» **Exercise directions**: The full set of records must be printed exactly as given.

» **Data shown**:
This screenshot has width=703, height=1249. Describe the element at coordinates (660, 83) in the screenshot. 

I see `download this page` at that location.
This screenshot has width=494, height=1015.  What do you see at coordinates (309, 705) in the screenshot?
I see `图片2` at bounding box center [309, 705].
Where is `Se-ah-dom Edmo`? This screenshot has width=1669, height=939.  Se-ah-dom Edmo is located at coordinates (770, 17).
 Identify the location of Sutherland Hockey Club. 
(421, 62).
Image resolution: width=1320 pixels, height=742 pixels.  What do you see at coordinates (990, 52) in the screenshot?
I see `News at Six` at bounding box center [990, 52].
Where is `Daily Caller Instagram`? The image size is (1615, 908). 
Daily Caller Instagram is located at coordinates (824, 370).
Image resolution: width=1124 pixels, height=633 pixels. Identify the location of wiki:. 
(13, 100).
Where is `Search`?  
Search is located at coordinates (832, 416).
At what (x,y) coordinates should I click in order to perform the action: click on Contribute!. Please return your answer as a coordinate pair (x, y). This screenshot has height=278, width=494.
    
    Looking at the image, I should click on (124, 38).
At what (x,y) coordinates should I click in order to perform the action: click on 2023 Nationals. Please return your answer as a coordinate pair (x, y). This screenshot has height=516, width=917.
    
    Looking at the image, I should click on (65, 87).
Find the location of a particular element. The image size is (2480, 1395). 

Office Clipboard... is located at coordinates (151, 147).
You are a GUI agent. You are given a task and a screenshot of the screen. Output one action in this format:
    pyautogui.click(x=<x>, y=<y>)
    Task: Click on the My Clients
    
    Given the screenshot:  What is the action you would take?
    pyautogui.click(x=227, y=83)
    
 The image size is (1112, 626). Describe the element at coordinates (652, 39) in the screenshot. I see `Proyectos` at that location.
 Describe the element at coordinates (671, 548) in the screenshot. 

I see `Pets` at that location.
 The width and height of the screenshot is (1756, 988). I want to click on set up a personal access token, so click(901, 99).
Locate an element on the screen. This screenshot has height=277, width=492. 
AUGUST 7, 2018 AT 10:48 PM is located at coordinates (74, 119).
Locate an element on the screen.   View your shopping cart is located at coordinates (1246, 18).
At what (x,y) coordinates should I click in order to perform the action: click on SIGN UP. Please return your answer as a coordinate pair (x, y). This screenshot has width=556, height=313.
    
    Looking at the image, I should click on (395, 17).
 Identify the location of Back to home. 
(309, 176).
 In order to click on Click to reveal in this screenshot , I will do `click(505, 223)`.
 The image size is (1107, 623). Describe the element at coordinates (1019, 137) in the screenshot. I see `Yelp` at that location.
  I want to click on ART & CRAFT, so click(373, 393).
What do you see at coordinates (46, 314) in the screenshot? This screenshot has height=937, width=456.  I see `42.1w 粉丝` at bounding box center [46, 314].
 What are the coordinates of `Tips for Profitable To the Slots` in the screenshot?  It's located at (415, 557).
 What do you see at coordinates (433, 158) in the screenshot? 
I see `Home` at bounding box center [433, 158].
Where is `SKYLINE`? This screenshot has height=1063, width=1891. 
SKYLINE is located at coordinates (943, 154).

» **Task result**:
This screenshot has width=703, height=1249. Describe the element at coordinates (660, 83) in the screenshot. 

I see `download this page` at that location.
This screenshot has width=494, height=1015.  What do you see at coordinates (309, 705) in the screenshot?
I see `图片2` at bounding box center [309, 705].
Where is `Se-ah-dom Edmo`? This screenshot has width=1669, height=939.  Se-ah-dom Edmo is located at coordinates (770, 17).
 Identify the location of Sutherland Hockey Club. 
(421, 62).
Image resolution: width=1320 pixels, height=742 pixels.  What do you see at coordinates (990, 52) in the screenshot?
I see `News at Six` at bounding box center [990, 52].
Where is `Daily Caller Instagram`? The image size is (1615, 908). 
Daily Caller Instagram is located at coordinates (824, 370).
Image resolution: width=1124 pixels, height=633 pixels. Identify the location of wiki:. 
(13, 100).
Where is `Search`?  
Search is located at coordinates (832, 416).
At what (x,y) coordinates should I click in order to perform the action: click on Contribute!. Please return your answer as a coordinate pair (x, y). This screenshot has height=278, width=494.
    
    Looking at the image, I should click on (124, 38).
At what (x,y) coordinates should I click in order to perform the action: click on 2023 Nationals. Please return your answer as a coordinate pair (x, y). This screenshot has height=516, width=917.
    
    Looking at the image, I should click on (65, 87).
Find the location of a particular element. The image size is (2480, 1395). 

Office Clipboard... is located at coordinates (151, 147).
You are a GUI agent. You are given a task and a screenshot of the screen. Output one action in this format:
    pyautogui.click(x=<x>, y=<y>)
    Task: Click on the My Clients
    
    Given the screenshot:  What is the action you would take?
    pyautogui.click(x=227, y=83)
    
 The image size is (1112, 626). Describe the element at coordinates (652, 39) in the screenshot. I see `Proyectos` at that location.
 Describe the element at coordinates (671, 548) in the screenshot. 

I see `Pets` at that location.
 The width and height of the screenshot is (1756, 988). I want to click on set up a personal access token, so click(901, 99).
Locate an element on the screen. This screenshot has height=277, width=492. 
AUGUST 7, 2018 AT 10:48 PM is located at coordinates (74, 119).
Locate an element on the screen.   View your shopping cart is located at coordinates (1246, 18).
At what (x,y) coordinates should I click in order to perform the action: click on SIGN UP. Please return your answer as a coordinate pair (x, y). This screenshot has width=556, height=313.
    
    Looking at the image, I should click on (395, 17).
 Identify the location of Back to home. 
(309, 176).
 In order to click on Click to reveal in this screenshot , I will do `click(505, 223)`.
 The image size is (1107, 623). Describe the element at coordinates (1019, 137) in the screenshot. I see `Yelp` at that location.
  I want to click on ART & CRAFT, so click(373, 393).
What do you see at coordinates (46, 314) in the screenshot? This screenshot has height=937, width=456.  I see `42.1w 粉丝` at bounding box center [46, 314].
 What are the coordinates of `Tips for Profitable To the Slots` in the screenshot?  It's located at (415, 557).
 What do you see at coordinates (433, 158) in the screenshot? 
I see `Home` at bounding box center [433, 158].
Where is `SKYLINE`? This screenshot has height=1063, width=1891. 
SKYLINE is located at coordinates (943, 154).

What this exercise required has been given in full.